UK-based designer Lara Bohinc has unveiled a series of bulbous furniture and decorative objects for public use at the Miami Design District during the city's art week.
Called Utopia, Bohinc's collection comprises four different clusters of sculptural forms, placed both in the Miami Design District and outside of the Design/ Miami fair in Miami Beach.
The pieces are ergonomic, taking the shape of chairs, benches and tables with bulbous forms rendered in cork and then finished with pastel colours. Among the designs is an egg-shaped object with hollow insides meant to be a play-place for children, surrounded by two pink benches arrayed in front of a Balenciaga storefront.
A series of hundreds of birdhouses, also egg-shaped, were hung from the trees throughout the Design District.
Another ring of seating was placed around an expressive sculpture with a slightly humanoid figure. It was placed in front of the district's famous geodesic dome by modernist architect and thinker Richard Buckminster Fuller.
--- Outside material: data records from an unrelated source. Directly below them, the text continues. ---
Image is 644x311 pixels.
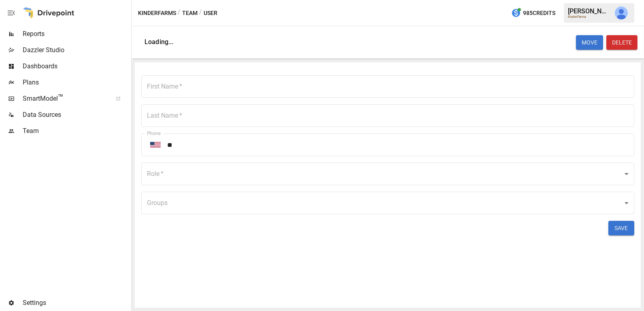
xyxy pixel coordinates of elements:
span: Settings [23,298,129,308]
button: Julie Wilton [610,1,633,24]
div: Loading... [144,38,174,46]
span: SmartModel [23,94,107,103]
label: Phone [147,130,161,137]
button: SAVE [608,221,634,235]
span: Data Sources [23,110,129,120]
button: DELETE [606,35,637,50]
button: MOVE [576,35,603,50]
div: / [199,8,202,18]
div: / [178,8,181,18]
span: 985 Credits [523,8,555,18]
button: Team [182,8,197,18]
button: Open flags menu [147,136,164,153]
img: Julie Wilton [614,6,628,19]
span: Team [23,126,129,136]
span: Dashboards [23,62,129,71]
img: United States [150,142,161,148]
span: Plans [23,78,129,88]
div: [PERSON_NAME] [568,7,610,15]
span: Dazzler Studio [23,45,129,55]
button: 985Credits [508,6,558,21]
div: KinderFarms [568,15,610,19]
span: ™ [58,93,64,103]
button: KinderFarms [138,8,176,18]
span: Reports [23,29,129,39]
The juxtaposition seems fitting given the utopian impulse of Fuller and the explicit utopian themes of Bohinc's installation and she told Dezeen that she picked the spot – a feature of winning the design competition that decides the commission each – for that reason and for its "organic" appearance.
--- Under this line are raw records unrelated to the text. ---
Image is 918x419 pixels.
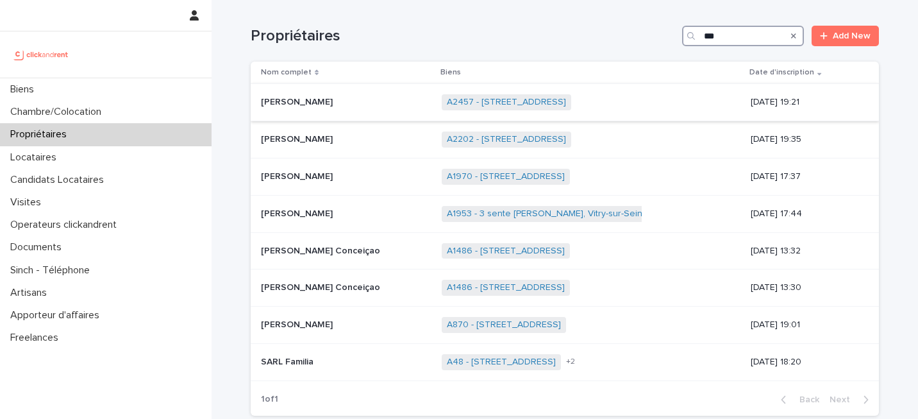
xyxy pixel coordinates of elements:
a: A1970 - [STREET_ADDRESS] [447,171,565,182]
span: Next [829,395,858,404]
p: Biens [5,83,44,96]
p: [PERSON_NAME] [261,317,335,330]
tr: [PERSON_NAME][PERSON_NAME] A870 - [STREET_ADDRESS] [DATE] 19:01 [251,306,879,344]
p: Freelances [5,331,69,344]
p: Nom complet [261,65,312,79]
p: Documents [5,241,72,253]
img: UCB0brd3T0yccxBKYDjQ [10,42,72,67]
p: [DATE] 13:32 [751,245,858,256]
p: Apporteur d'affaires [5,309,110,321]
p: [DATE] 19:01 [751,319,858,330]
input: Search [682,26,804,46]
h1: Propriétaires [251,27,677,46]
button: Back [770,394,824,405]
span: Back [792,395,819,404]
p: Visites [5,196,51,208]
p: Locataires [5,151,67,163]
tr: [PERSON_NAME][PERSON_NAME] A2457 - [STREET_ADDRESS] [DATE] 19:21 [251,84,879,121]
p: Chambre/Colocation [5,106,112,118]
p: [DATE] 19:21 [751,97,858,108]
p: Sinch - Téléphone [5,264,100,276]
tr: [PERSON_NAME][PERSON_NAME] A1953 - 3 sente [PERSON_NAME], Vitry-sur-Seine 94400 [DATE] 17:44 [251,195,879,232]
tr: [PERSON_NAME][PERSON_NAME] A1970 - [STREET_ADDRESS] [DATE] 17:37 [251,158,879,195]
span: Add New [833,31,870,40]
p: [PERSON_NAME] [261,206,335,219]
tr: SARL FamiliaSARL Familia A48 - [STREET_ADDRESS] +2[DATE] 18:20 [251,343,879,380]
p: Biens [440,65,461,79]
tr: [PERSON_NAME] Conceiçao[PERSON_NAME] Conceiçao A1486 - [STREET_ADDRESS] [DATE] 13:30 [251,269,879,306]
span: + 2 [566,358,575,365]
p: [DATE] 13:30 [751,282,858,293]
p: Artisans [5,287,57,299]
a: A1486 - [STREET_ADDRESS] [447,245,565,256]
a: A1486 - [STREET_ADDRESS] [447,282,565,293]
a: Add New [811,26,879,46]
a: A870 - [STREET_ADDRESS] [447,319,561,330]
p: Date d'inscription [749,65,814,79]
p: 1 of 1 [251,383,288,415]
p: [DATE] 19:35 [751,134,858,145]
a: A2457 - [STREET_ADDRESS] [447,97,566,108]
tr: [PERSON_NAME] Conceiçao[PERSON_NAME] Conceiçao A1486 - [STREET_ADDRESS] [DATE] 13:32 [251,232,879,269]
button: Next [824,394,879,405]
tr: [PERSON_NAME][PERSON_NAME] A2202 - [STREET_ADDRESS] [DATE] 19:35 [251,121,879,158]
p: SARL Familia [261,354,316,367]
p: [DATE] 17:37 [751,171,858,182]
p: [PERSON_NAME] Conceiçao [261,279,383,293]
p: [PERSON_NAME] [261,169,335,182]
p: [PERSON_NAME] Conceiçao [261,243,383,256]
p: [DATE] 18:20 [751,356,858,367]
a: A1953 - 3 sente [PERSON_NAME], Vitry-sur-Seine 94400 [447,208,679,219]
p: [PERSON_NAME] [261,94,335,108]
p: Candidats Locataires [5,174,114,186]
a: A2202 - [STREET_ADDRESS] [447,134,566,145]
p: [DATE] 17:44 [751,208,858,219]
p: Operateurs clickandrent [5,219,127,231]
p: Propriétaires [5,128,77,140]
a: A48 - [STREET_ADDRESS] [447,356,556,367]
p: [PERSON_NAME] [261,131,335,145]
Bohinc aimed to work with this natural form, working in dialogue with the form of Fuller's work.
"His project was the direct inspiration for the piece," she said.
"It's called fly-eye dome, but to me, it looks like a cell multiplying and overtaking the square and – and I thought, what if those cells kept multiplying?"
In line with the "natural" theme, it was also important for Bohinc that she used organic materials. The structures were constructed using blocks of cork pasted together and supported by steel frames, fabricated by a family-run studio in Portugal.
The pieces were then painted with a water-resistant paint used for outdoor furniture.
"It's a natural material," Bohinc said. "That was very important for me, because it's really about nature, and life and cells and organism and growth, and this kind of lifeforce."
A reusable material was also important because the installation is temporary. Bohinc wanted to create work that would engage with the public and noted that even just a few days after the installation she noticed people interacting and even carving into the work.
"The site itself is very important," she said. "The site inspired it and the colours were inspired directly from the buildings around it."
Bohinc, who was born in Slovenia, displayed pieces with similar forms but made with wool at Milan's design week in 2022. Utopia is among several large-scale installations on show during Miami art week 2023; we rounded up 10 of the most interesting here.
Miami art week takes place from 6 to 19 December in Miami, US. See Dezeen Events Guide for an up-to-date list of architecture and design events taking place around the world.